The Cuban leader, clad in his traditional olive drab uniform, did not make any declarations after arriving at the Quito airport and was escorted to a hotel by an armed caravan.
The Cuban president was invited by Ecuador's President Gustavo Noboa and the late artist's family. Noboa visited Cuba last month.
Guayasamin, who died at the age of 79 in 1999, supported Castro's revolution and government and he once painted the Cuban leader. His paintings and sculpture are known for their political themes and addressing social injustice.
The first phase of the museum will display paintings and objects depicting life in the Americas before the arrival of Europeans.

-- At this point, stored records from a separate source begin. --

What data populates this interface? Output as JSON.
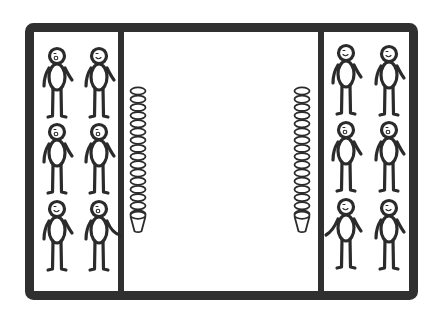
{
  "illustration": {
    "description": "Two teams of stick figures standing in end zones of a rectangular court, each facing a tall stack of cups",
    "colors": {
      "background": "#ffffff",
      "line": "#2b2b2b",
      "frame": "#303030"
    },
    "frame": {
      "x": 25,
      "y": 23,
      "width": 393,
      "height": 277,
      "stroke": 9,
      "corner_radius": 4
    },
    "dividers": [
      {
        "name": "left-divider",
        "x": 121,
        "stroke": 6
      },
      {
        "name": "right-divider",
        "x": 321,
        "stroke": 6
      }
    ],
    "teams": [
      {
        "name": "left-team",
        "figures": [
          {
            "cx": 57,
            "top": 48,
            "face": "open-mouth",
            "arm": "none"
          },
          {
            "cx": 99,
            "top": 48,
            "face": "smile",
            "arm": "none"
          },
          {
            "cx": 57,
            "top": 124,
            "face": "open-mouth",
            "arm": "none"
          },
          {
            "cx": 99,
            "top": 124,
            "face": "open-mouth",
            "arm": "none"
          },
          {
            "cx": 57,
            "top": 201,
            "face": "smile",
            "arm": "none"
          },
          {
            "cx": 99,
            "top": 201,
            "face": "open-mouth",
            "arm": "reach-right"
          }
        ]
      },
      {
        "name": "right-team",
        "figures": [
          {
            "cx": 346,
            "top": 45,
            "face": "smile",
            "arm": "none"
          },
          {
            "cx": 389,
            "top": 46,
            "face": "smile",
            "arm": "none"
          },
          {
            "cx": 346,
            "top": 122,
            "face": "open-mouth",
            "arm": "none"
          },
          {
            "cx": 389,
            "top": 122,
            "face": "open-mouth",
            "arm": "none"
          },
          {
            "cx": 346,
            "top": 199,
            "face": "smile",
            "arm": "reach-left"
          },
          {
            "cx": 389,
            "top": 200,
            "face": "smile",
            "arm": "none"
          }
        ]
      }
    ],
    "cup_stacks": [
      {
        "name": "left-cup-stack",
        "cx": 138,
        "top": 87,
        "rim_count": 16,
        "width": 16
      },
      {
        "name": "right-cup-stack",
        "cx": 302,
        "top": 87,
        "rim_count": 16,
        "width": 16
      }
    ]
  }
}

Later stages will devote space to Guayasamin's work and the paintings of other outstanding Latin American artists.
Venezuelan President Hugo Chavez greets supporters upon arrival at his hotel in Quito, November 29, 2002. Chavez and Cuban President Fidel Castro (news - web sites) are in Ecuador to attend the inauguration ceremony for Ecuadorean artist's Oswaldo Guayasamin work 'La Capilla del hombre' (The Chapel of Man), in Quito November 29. REUTERS/Mariana Bazo **** Hugo Chavez - Venezuela
November 24, 2002 - Latin America's left revisits prominence***QUITO, Ecuador -- A former army colonel who once toppled a president stands poised to win the presidency of Ecuador today, continuing a left-leaning populist wave sweeping South America, where democratic government and free-market economics have failed millions of people.
With support from the country's powerful indigenous rights movement, poor urban neighborhoods and leftist political circles, Lucio Gutierrez, 45, led his opponent, Ecuador's richest man, by as much as 30 points in some polls. But the race appeared to be tightening in its final days, and some analysts cautioned that Gutierrez's apparent romp could stumble at the ballot box.
Win or lose today, Gutierrez's strong showing is interpreted by many here as an expression of voters' rejection of both traditional politics and the free-market model, called globalization, pushed by Washington and Wall Street.
"It's an economic model that has not given anyone very much," said Antonio Posso, vice president of Ecuador's badly fragmented Congress, which was elected in the Oct. 20 voting that put Gutierrez and banana baron Alvaro Noboa, 52, in today's runoff.
The latest hop to the left in the region began with the 1998 election of now-embattled Venezuelan President Hugo Chavez, whose still unrealized revolution promised to favor the oil-rich nation's poor majority and sweep aside traditional power brokers.
In 2000, socialist Ricardo Lagos won the presidency of Chile and presides over a coalition government. In August, an Indian leader who opposes globalization nearly won the presidency of Bolivia and remains a powerful political force there.
Last month, socialist union leader Luiz Inacio Lula da Silva won the presidency of Brazil by a huge margin, and leftist and anti-establishment parties dominated regional elections in Peru last Sunday.
Still, today's leftist tide seems a pale reflection of the past, when Cuba's Fidel Castro, Nicaragua's Sandinistas and other armed revolutionaries fought to transform the region's society and politics by force.
Though similar forces in their own societies have propelled each of the leaders to power, their platforms have not been coordinated on a regional level. Lula, Gutierrez and others have held the volatile Chavez at arm's length.***
What has been called "democratic government" and "free-market economics" has failed our neighbors to the south. Corrupt oligopolistic fiefdoms, combined with IMF intermeddling, have hurt these countries.
The writer of this article should be beat over the head repeatedly with a copy of Adam Smith's "The Wealth of Nations."